Golden Digital Gateway’s data centre in Batam (Image: Sinar Primera)
Fund manager Gaw Capital Partners has opened the 5.2-megawatt first phase of a data centre on the Indonesian island of Batam, near Singapore, as digital infrastructure investors continue to favour Southeast Asian markets.
The two-part development at Batam’s Nongsa Digital Park is the maiden project of Golden Digital Gateway, a joint venture of Hong Kong-based Gaw and Sinar Primera Group, an industrial developer with links to Jakarta-based heavyweight Sinar Mas.
The facility offers low-latency connectivity to Singapore, achieving less than 2 milliseconds via diverse routing for redundancy, and is entering service just over nine months after construction began, Gaw said Thursday in a release.
“This achievement is a testament to our shared commitment to providing cutting-edge digital infrastructure in Indonesia, paving the way for a brighter, more connected future,” said Kok Chye Ong, Gaw’s head of data centres for Asia ex-China.
Near-Shoring Play
The first phase of the carrier-neutral, co-location data centre boasts Tier III status, carrying an expectation of less than 1.6 hours of downtime annually. The project will deliver an additional 20MW of capacity in the second phase, Gaw said without specifying a timeline.

Kok Chye Ong, managing director and head of Gaw’s Asia data centre business ex-China
Nongsa Digital Park is a special economic zone launched by Indonesia and Singapore in 2018 as a “digital bridge” between the neighbouring countries. Gaw and Sinar Primera foresee clients in the Lion City using the new facility as part of a near-shoring strategy.
“The presence of this data centre in Batam will open new opportunities for companies that require world-class IT infrastructure at a more competitive cost compared to Singapore,” said Sinar Primera Group head Hong Kah Jin. “We believe that this collaboration will accelerate the development of a stronger digital ecosystem in Indonesia.”
Nongsa Digital Park has grown in popularity among international data centre operators, with Warburg Pincus-backed Princeton Digital Group currently building a 96MW campus there and China’s GDS developing its own hyperscale complex in partnership with Indonesia’s sovereign fund.
Elsewhere in Southeast Asia, privately held Gaw launched a 12MW data centre in Malaysia’s Cyberjaya in 2023 under a joint venture with Singapore-based data centre player A3 Capital. That deal followed Gaw’s entry into the Vietnamese data centre market with the 2022 purchase of a greenfield plot at Saigon Hi-Tech Park for a 20MW facility.
Emerging Powerhouse
At the end of last June, Indonesia stood as the ninth-largest Asia Pacific data centre market in terms of both operational capacity and total market size (operational, under construction and planned) with 296MW and 1,046MW respectively, according to a Cushman & Wakefield report.
BDx Indonesia, a joint venture of Singapore’s Big Data Exchange, Jakarta-based Indosat and local IT firm Lintasarta, last year acquired the data centre portfolio of Indosat Ooredoo Hutchison for IDR 2.6 billion ($170 million), giving the JV a set of 10 sites in Jakarta, Surabaya, Batam, Medan, Makassar, Bandung and Semarang.
Another Singaporean operator, Stonepeak-backed Digital Edge, opened a second data centre in Jakarta last year, adding 23MW of capacity just 3 kilometres (1.9 miles) from the platform’s existing facility in Jalan Kuningan Barat, the most carrier-dense area in the capital.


● **DESCRIPTION OF THE TASK**
Every line of the data below should be retyped exactly, with no images carried over.

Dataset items

++++++++++++++++++++

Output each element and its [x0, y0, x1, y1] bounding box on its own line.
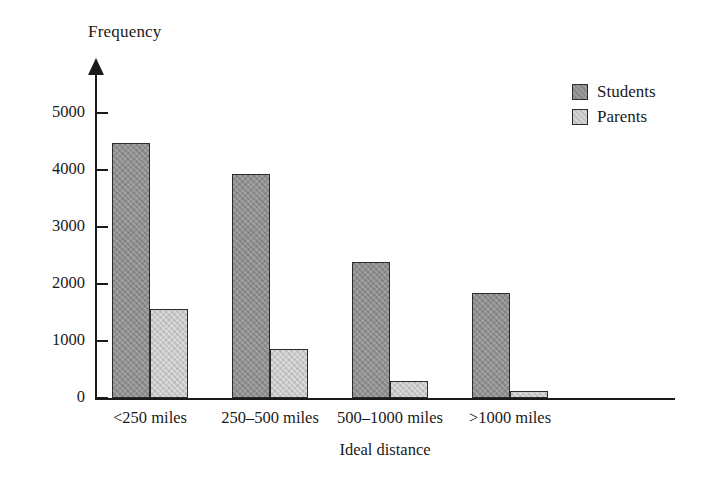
y-tick-label: 0 [31, 389, 85, 405]
parents-swatch-icon [572, 109, 588, 125]
x-category-label-1: 250–500 miles [210, 408, 330, 428]
bar-students-3 [472, 293, 510, 398]
bar-students-2 [352, 262, 390, 398]
y-tick-label: 1000 [31, 332, 85, 348]
bar-parents-1 [270, 349, 308, 398]
y-tick-label: 4000 [31, 161, 85, 177]
y-axis-title: Frequency [88, 22, 162, 42]
x-category-label-2: 500–1000 miles [330, 408, 450, 428]
bar-parents-3 [510, 391, 548, 398]
y-tick-label: 3000 [31, 218, 85, 234]
y-tick-label-wrap: 5000 [31, 104, 85, 120]
y-tick-label-wrap: 2000 [31, 275, 85, 291]
x-axis-title: Ideal distance [95, 440, 675, 460]
x-axis-line [95, 398, 675, 400]
chart-legend: Students Parents [572, 79, 656, 129]
bar-chart: Frequency 010002000300040005000 <250 mil… [0, 0, 712, 485]
bar-students-1 [232, 174, 270, 398]
y-tick-label-wrap: 1000 [31, 332, 85, 348]
legend-item-parents: Parents [572, 104, 656, 129]
bar-parents-0 [150, 309, 188, 398]
students-swatch-icon [572, 84, 588, 100]
legend-label-students: Students [597, 83, 656, 100]
y-tick-label-wrap: 4000 [31, 161, 85, 177]
legend-item-students: Students [572, 79, 656, 104]
legend-label-parents: Parents [597, 108, 647, 125]
y-tick-label-wrap: 0 [31, 389, 85, 405]
bar-parents-2 [390, 381, 428, 398]
x-category-label-3: >1000 miles [450, 408, 570, 428]
bar-students-0 [112, 143, 150, 398]
y-tick-label: 2000 [31, 275, 85, 291]
x-category-label-0: <250 miles [90, 408, 210, 428]
y-tick-label-wrap: 3000 [31, 218, 85, 234]
y-tick-label: 5000 [31, 104, 85, 120]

++++++++++++++++++++

● **TASK SOLUTION**
Output each element and its [x0, y0, x1, y1] bounding box on its own line.
y-tick-label: 0 [31, 389, 85, 405]
parents-swatch-icon [572, 109, 588, 125]
x-category-label-1: 250–500 miles [210, 408, 330, 428]
bar-students-3 [472, 293, 510, 398]
bar-students-2 [352, 262, 390, 398]
y-tick-label: 1000 [31, 332, 85, 348]
bar-parents-1 [270, 349, 308, 398]
y-tick-label: 4000 [31, 161, 85, 177]
y-axis-title: Frequency [88, 22, 162, 42]
x-category-label-2: 500–1000 miles [330, 408, 450, 428]
bar-parents-3 [510, 391, 548, 398]
y-tick-label: 3000 [31, 218, 85, 234]
y-tick-label-wrap: 5000 [31, 104, 85, 120]
y-tick-label-wrap: 2000 [31, 275, 85, 291]
x-axis-title: Ideal distance [95, 440, 675, 460]
x-axis-line [95, 398, 675, 400]
chart-legend: Students Parents [572, 79, 656, 129]
bar-chart: Frequency 010002000300040005000 <250 mil… [0, 0, 712, 485]
bar-students-1 [232, 174, 270, 398]
y-tick-label-wrap: 1000 [31, 332, 85, 348]
legend-item-parents: Parents [572, 104, 656, 129]
bar-parents-0 [150, 309, 188, 398]
students-swatch-icon [572, 84, 588, 100]
legend-label-students: Students [597, 83, 656, 100]
y-tick-label-wrap: 4000 [31, 161, 85, 177]
legend-item-students: Students [572, 79, 656, 104]
legend-label-parents: Parents [597, 108, 647, 125]
y-tick-label-wrap: 0 [31, 389, 85, 405]
bar-parents-2 [390, 381, 428, 398]
x-category-label-3: >1000 miles [450, 408, 570, 428]
bar-students-0 [112, 143, 150, 398]
y-tick-label: 2000 [31, 275, 85, 291]
x-category-label-0: <250 miles [90, 408, 210, 428]
y-tick-label-wrap: 3000 [31, 218, 85, 234]
y-tick-label: 5000 [31, 104, 85, 120]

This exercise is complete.